Thomas WORLIDGE

(Peterborough 1700 - Hammersmith 1776)

Study of a Man With a Headscarf

Graphite, with stumping, and double framing lines in pencil.
Signed with the artist’s initials and dated TW 1761 at the upper right.
204 x 140 mm. (8 x 5 1/2 in.)
Unlike much of Thomas Worlidge’s work, which is indebted to the example of Rembrandt, the present sheet - signed and dated 1761 - would appear to have been inspired by similar male heads that appear in the work of the Neapolitan artist Salvator Rosa (1615-1673).



Active as a painter, draughtsman and printmaker, Thomas Worlidge lived and worked in London and Bath. The son of a lawyer, he received his artistic training from the expatriate Italian painter Alessandro Grimaldi, and also had instruction in printmaking from the French engraver Louis-Philippe Boitard. Throughout Worlidge’s career, however, the prime influence on both his style and his oeuvre were the prints and drawings of Rembrandt, whose etching manner he imitated. Worlidge is credited with introducing the artists William Hoare and Thomas Gainsborough to the work of Rembrandt, and may be regarded as a leading figure in the Rembrandt revival in England in the 18th century. Although he lived mainly in Covent Garden in London, Worlidge worked in Bath for several months each year between 1743, when he married a woman from the city, and his death in 1766.

Described by one modern scholar as ‘the most original printmaker to work in Bath in the eighteenth century’, Worlidge sometimes signed his etchings ‘Thos. Worlidge Painter in Bath’. Like Gainsborough, Worlidge counted among his clients many of the fashionable people who stayed in Bath during the winter social season.

Best known as a draughtsman and etcher, Worlidge also worked as a miniaturist and portrait painter. However, only a few paintings by him survive today, notably a full-length portrait of the actor David Garrick of 1752, of which autograph versions are in the collections of the Victoria and Albert Museum and the Garrick Club in London. He also painted a handful of self-portraits, and made etchings from two of them. Furthermore, he produced a number of finished portrait drawings in graphite or chalk on vellum or paper, for which he would ask two guineas or more.

Worlidge was best known, however, as a printmaker, usually working in a Rembrandt-like manner. (He was, in fact, known as the ‘English Rembrandt’.) His etchings were very popular and were sold in galleries and bookshops in Bath and London, even long after his death. The 18th century cleric and author William Gilpin, in his An Essay upon Prints, published in 1768, noted that ‘Among the imitators of REMBRANDT, we should not forget our countryman WORLIDGE; who has very ingeniously followed the manner of that master; and sometimes improved upon him. No man understood the drawing of a head better.’

Worlidge made direct copies of Rembrandt prints as well as compositions of his own in the manner of the Dutch artist. As one modern scholar has noted, ‘Worlidge had a particular affinity with and interest in Rembrandt’s work; he produced intelligent painted and printed essays in Rembrandt’s style.’

Among his most important patrons was Sir Edward Astley, a noted collector of prints, who came to possess over six hundred prints by Worlidge, and also owned a famous collection of prints by Rembrandt. (Among Worlidge’s most famous etchings is a portrait of Astley in the pose of Rembrandt’s 1647 etched portrait of the Burgomaster Jan Six.) In 1754 Worlidge held a public auction of his work, which included copies of two self-portraits by Rembrandt and other works inspired by the master. Worlidge’s last significant project was the Select Collection of Drawings from Curious Antique Gems, most of them in the possession of the nobility and gentry of this kingdom, Etched after the Manner of Rembrandt, which was posthumously published in 1768, two years after his death.

The largest extant collection of prints by Worlidge is today in the collection of the Peterborough City Museum and Art Gallery, in the town of his birth.

Unlike his prints, however, drawings by Worlidge are rare today; examples are in the collections of the British Museum, the Courtauld Gallery and Tate Britain in London, the Ashmolean Museum in Oxford, the Victoria Art Gallery in Bath and the Royal Library at Windsor Castle, as well as the National Gallery of Scotland in Edinburgh, the Huntington Library in California and the National Gallery of Canada in Ottawa.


*Work request*.
Skip the pictures and copy all the data that follows exactly.

*Source data*.
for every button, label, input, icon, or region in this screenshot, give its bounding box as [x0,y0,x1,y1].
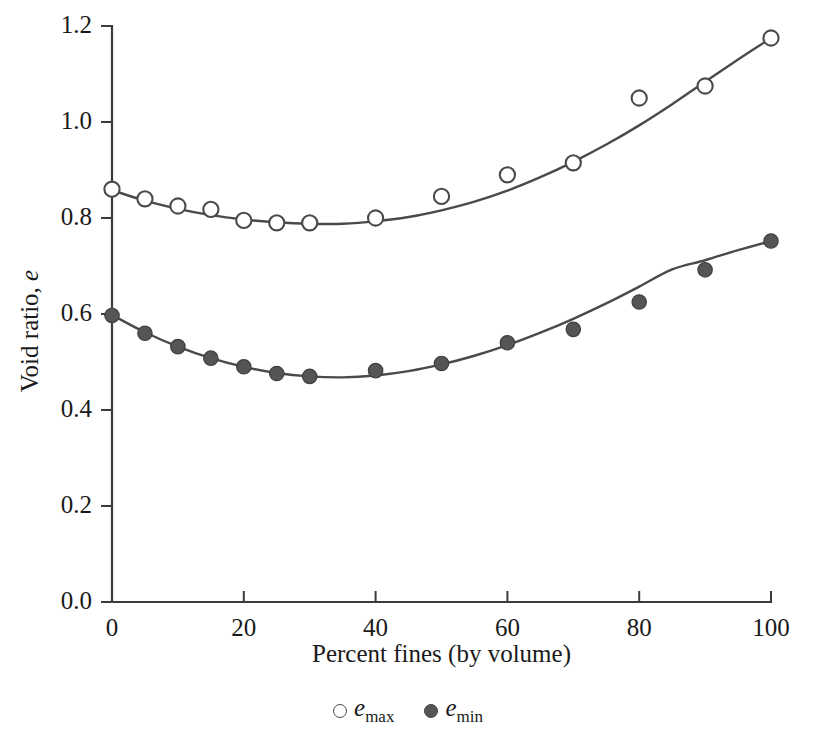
data-point-e-min [566,322,580,336]
void-ratio-chart: 0.00.20.40.60.81.01.2020406080100Percent… [0,0,816,742]
data-point-e-min [105,308,119,322]
legend-item-emax: emax [333,694,394,727]
data-point-e-min [204,351,218,365]
data-point-e-min [171,339,185,353]
data-point-e-max [763,30,778,45]
data-point-e-max [500,167,515,182]
y-axis-title-prefix: Void ratio, [16,281,43,392]
data-point-e-min [632,295,646,309]
x-tick-label: 40 [363,614,388,641]
data-point-e-max [104,182,119,197]
data-point-e-max [698,78,713,93]
y-tick-label: 1.0 [61,107,92,134]
y-tick-label: 1.2 [61,11,92,38]
y-tick-label: 0.6 [61,299,92,326]
y-tick-label: 0.8 [61,203,92,230]
legend-item-emin: emin [424,694,483,727]
data-point-e-max [368,210,383,225]
x-tick-label: 100 [752,614,790,641]
data-point-e-min [368,363,382,377]
plot-axes [112,26,771,602]
data-point-e-max [203,202,218,217]
y-axis-title: Void ratio, e [14,236,46,426]
data-point-e-min [270,366,284,380]
data-point-e-min [303,369,317,383]
data-point-e-max [236,213,251,228]
y-axis-title-symbol: e [16,270,43,281]
x-tick-label: 60 [495,614,520,641]
y-tick-label: 0.0 [61,587,92,614]
data-point-e-max [434,189,449,204]
data-point-e-min [764,234,778,248]
data-point-e-max [566,155,581,170]
figure-container: 0.00.20.40.60.81.01.2020406080100Percent… [0,0,816,742]
data-point-e-min [138,326,152,340]
y-tick-label: 0.4 [61,395,93,422]
chart-legend: emax emin [0,694,816,727]
x-axis-title: Percent fines (by volume) [312,640,571,668]
data-point-e-min [237,360,251,374]
filled-circle-icon [424,704,438,718]
x-tick-label: 80 [627,614,652,641]
data-point-e-max [302,215,317,230]
x-tick-label: 20 [231,614,256,641]
x-tick-label: 0 [106,614,119,641]
legend-label-emin: emin [445,694,483,727]
data-point-e-max [269,215,284,230]
legend-label-emax: emax [354,694,394,727]
data-point-e-max [170,198,185,213]
open-circle-icon [333,704,347,718]
data-point-e-min [500,336,514,350]
data-point-e-min [434,356,448,370]
data-point-e-max [632,90,647,105]
y-tick-label: 0.2 [61,491,92,518]
data-point-e-max [137,191,152,206]
data-point-e-min [698,263,712,277]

*Task response*.
for every button, label, input, icon, or region in this screenshot, give its bounding box as [x0,y0,x1,y1].
data-point-e-min [566,322,580,336]
void-ratio-chart: 0.00.20.40.60.81.01.2020406080100Percent… [0,0,816,742]
data-point-e-min [105,308,119,322]
legend-item-emax: emax [333,694,394,727]
data-point-e-min [204,351,218,365]
data-point-e-min [171,339,185,353]
data-point-e-max [763,30,778,45]
data-point-e-max [500,167,515,182]
y-axis-title-prefix: Void ratio, [16,281,43,392]
data-point-e-min [632,295,646,309]
x-tick-label: 40 [363,614,388,641]
data-point-e-max [104,182,119,197]
data-point-e-max [698,78,713,93]
y-tick-label: 1.0 [61,107,92,134]
y-tick-label: 1.2 [61,11,92,38]
y-tick-label: 0.6 [61,299,92,326]
y-tick-label: 0.8 [61,203,92,230]
legend-item-emin: emin [424,694,483,727]
data-point-e-max [368,210,383,225]
x-tick-label: 100 [752,614,790,641]
data-point-e-min [368,363,382,377]
plot-axes [112,26,771,602]
data-point-e-max [203,202,218,217]
y-axis-title: Void ratio, e [14,236,46,426]
data-point-e-min [270,366,284,380]
data-point-e-min [303,369,317,383]
data-point-e-max [236,213,251,228]
y-axis-title-symbol: e [16,270,43,281]
x-tick-label: 60 [495,614,520,641]
y-tick-label: 0.0 [61,587,92,614]
data-point-e-max [434,189,449,204]
data-point-e-min [764,234,778,248]
data-point-e-max [566,155,581,170]
figure-container: 0.00.20.40.60.81.01.2020406080100Percent… [0,0,816,742]
data-point-e-min [138,326,152,340]
y-tick-label: 0.4 [61,395,93,422]
chart-legend: emax emin [0,694,816,727]
x-axis-title: Percent fines (by volume) [312,640,571,668]
data-point-e-min [237,360,251,374]
filled-circle-icon [424,704,438,718]
x-tick-label: 80 [627,614,652,641]
data-point-e-max [302,215,317,230]
x-tick-label: 20 [231,614,256,641]
x-tick-label: 0 [106,614,119,641]
legend-label-emin: emin [445,694,483,727]
data-point-e-max [269,215,284,230]
legend-label-emax: emax [354,694,394,727]
data-point-e-max [170,198,185,213]
open-circle-icon [333,704,347,718]
data-point-e-min [500,336,514,350]
data-point-e-min [434,356,448,370]
data-point-e-max [632,90,647,105]
y-tick-label: 0.2 [61,491,92,518]
data-point-e-max [137,191,152,206]
data-point-e-min [698,263,712,277]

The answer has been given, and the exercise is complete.